Posted Oct 11, 2012 19:55 UTC (Thu) by renox (subscriber, #23785) [Link]

>You may think its a "bad thing" for the app to have access to it's rendered image but this is often required on modern apps

Then they should do their own rendering locally, not require that the display protocol is limited to local image rendering..

>If you want a simple rendering model for remote apps then HTML/CSS/JS seems a better bet.

That's a totally different use case: the resources used are not comparable..

>Actually think about the rendering needs of a modern web browser, what you can do from CSS and WebGL and what that requires of the underlying graphics subsystem.

WebGL is the same use case as games..

XDC2012: OpenGL futures

Posted Oct 11, 2012 20:20 UTC (Thu) by raven667 (subscriber, #5198) [Link]

>>You may think its a "bad thing" for the app to have access to it's rendered image but this is often required on modern apps
>Then they should do their own rendering locally, not require that the display protocol is limited to local image rendering..

They can be two different protocols, the protocol for talking to a local display doesn't have to be the same protocol for remoting they are different use cases with different requirements.

>>If you want a simple rendering model for remote apps then HTML/CSS/JS seems a better bet.
>That's a totally different use case: the resources used are not comparable..

Those cases are blending together more and more. There are three ways to deploy an app, native local, native using a remote display protocol or HTML/CSS/JS and the HTML app deployment method is becoming the norm, local apps are becoming niche and remote display apps are a tiny case compared to the other two.

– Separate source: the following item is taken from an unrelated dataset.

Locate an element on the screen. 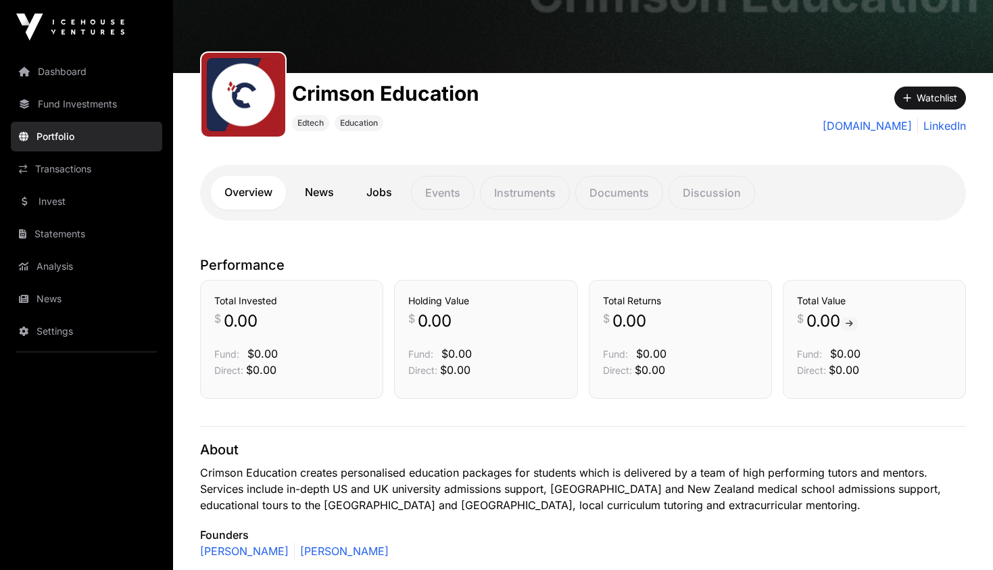  span: Edtech is located at coordinates (310, 123).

>>Actually think about the rendering needs of a modern web browser, what you can do from CSS and WebGL and what that requires of the underlying graphics subsystem.
>WebGL is the same use case as games..

Not exactly it's the underlying accelerated GUI toolkit functions needed by your standard HTML5 Canvas or WebGL app. You have text and images and 3d objects all composited and styled together, not just an empty buffer that the application manages like a game. Unless your point is that a web browser should just be given a GLES framebuffer and implement it's own GUI toolkit internally to support modern features.

XDC2012: OpenGL futures

Posted Oct 12, 2012 7:28 UTC (Fri) by renox (subscriber, #23785) [Link]

> They can be two different protocols, the protocol for talking to a local display doesn't have to be the same protocol for remoting they are different use cases with different requirements.

This would be a regression compared to X.
If an application needs to do local rendering then it can renders its images however it likes: I don't see the need to blend this requirement into the display protocol.

As for WebGL, it is a toy until it can be made reasonably secure.

XDC2012: OpenGL futures

Posted Oct 12, 2012 15:44 UTC (Fri) by khim (subscriber, #9252) [Link]

As for WebGL, it is a toy until it can be made reasonably secure.

It's the other way around: nobody will bother to make it reasonably secure till it's more than a toy. You may claim that it's totally wrong way to build "anything secure", but this is how things are done in real world.